The noteworthy character here is artist Carl Pfeufer. Pfeufer’s first confirmed Sub-Mariner art, for Marvel Comics’ 1940s forerunner, Timely Comics, was the 12-page story “Fingers of Death” in Marvel Mystery Comics #32 (June 1942), though Pfeufer may have inked over character-creator Bill Everett’s pencil art, or even supplied some penciling himself, as early as the Sub-Mariner story in The Human Torch #6 (Winter 1941). Working initially through the studio Funnies, Inc., one of the comic-book “packagers” of the time that supplied features and complete comic books to publishers testing the waters of the new medium, Pfeufer drew the aquatic antihero in Marvel Mystery Comics, Sub-Mariner Comics (beginning with #6, Summer 1942), All Winners Comics, All Select Comics, and at least one issue of Captain America Comics.

As comics historian and one-time Marvel editor-in-chief Roy Thomas described, “When Bill Everett joined the army in 1942, his major successor as Sub-Mariner artist was Carl Pfeufer. Pfeufer soon evolved Namor’s musculature and vaguely triangular head to almost grotesque proportions, but basically filled Bill’s shoes admirably.”

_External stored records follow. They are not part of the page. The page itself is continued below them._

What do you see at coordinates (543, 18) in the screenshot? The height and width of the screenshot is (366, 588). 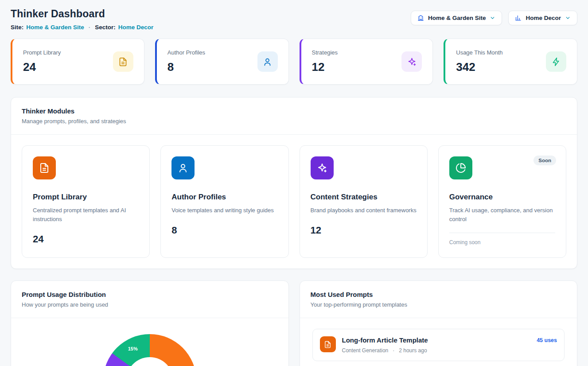 I see `sector-selector-label: Home Decor` at bounding box center [543, 18].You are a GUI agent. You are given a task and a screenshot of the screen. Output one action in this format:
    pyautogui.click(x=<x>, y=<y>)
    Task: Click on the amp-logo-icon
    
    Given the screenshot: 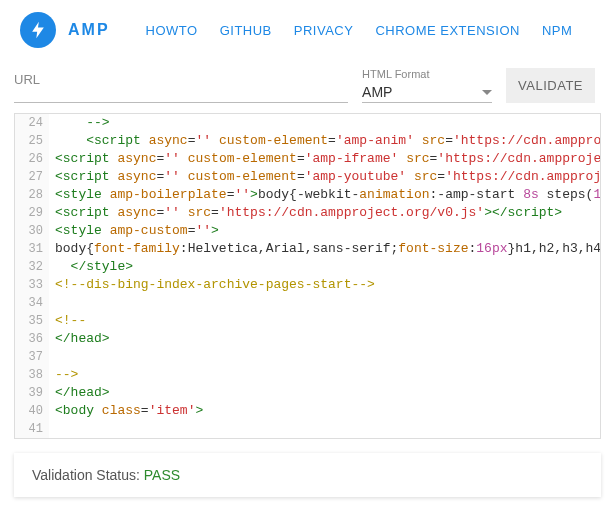 What is the action you would take?
    pyautogui.click(x=38, y=30)
    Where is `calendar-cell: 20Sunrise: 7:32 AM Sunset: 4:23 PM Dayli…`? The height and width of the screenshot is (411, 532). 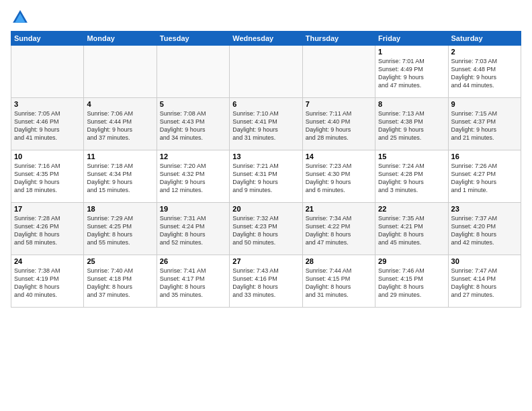
calendar-cell: 20Sunrise: 7:32 AM Sunset: 4:23 PM Dayli… is located at coordinates (266, 229).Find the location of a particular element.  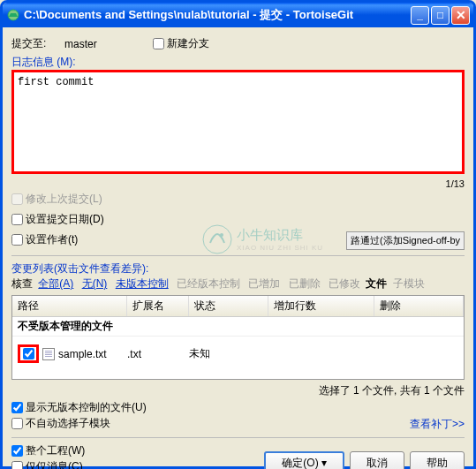

cancel-button: 取消 is located at coordinates (377, 460). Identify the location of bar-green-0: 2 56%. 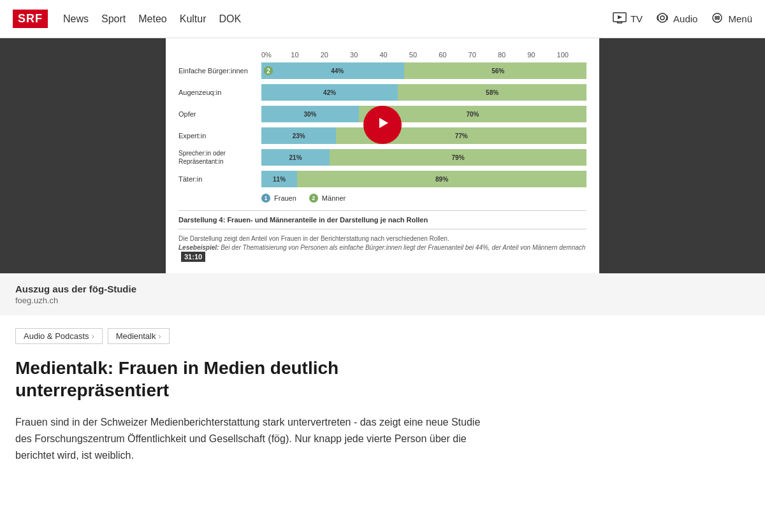
(495, 71).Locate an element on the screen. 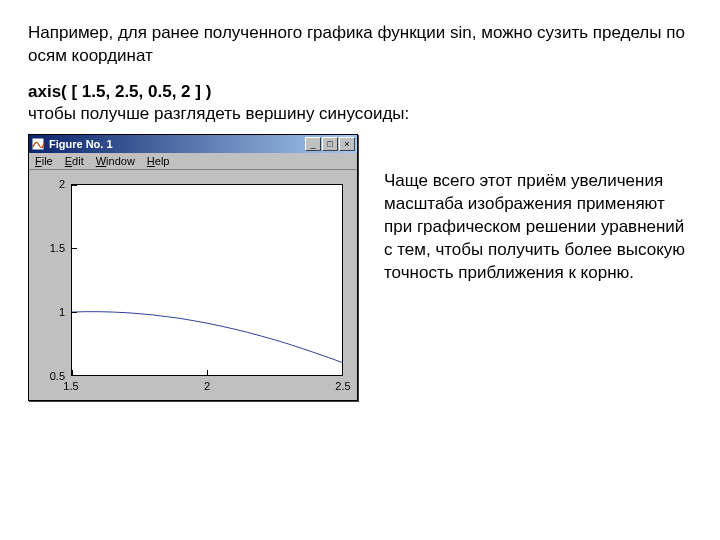  maximize-button: □ is located at coordinates (330, 144).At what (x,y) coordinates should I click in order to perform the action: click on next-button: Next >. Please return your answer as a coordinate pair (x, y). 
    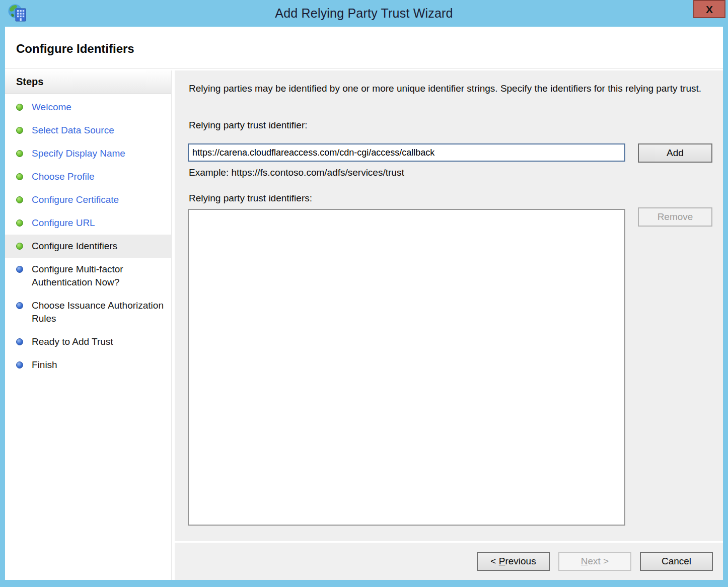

When work dissipated at Timely in 1946, Pfeufer began drawing for Fawcett Comics, illustrating such features as “Mr. Scarlet” and “Commando Yank” in Wow Comics. Then, with inker John Jordan, Pfeufer began a four-and-a-half-year stint penciling the licensed Western character Tom Mix in Master Comics #97-122 and 124–133, the final issue (Nov. 1948 – April 1953), as well as very occasionally in other Fawcett titles. Comics historian R. C. Harvey opined of Pfeufer’s “Tom Mix” art, “For continuous, dynamic action sequences, Pfeufer simply cannot be surpassed.”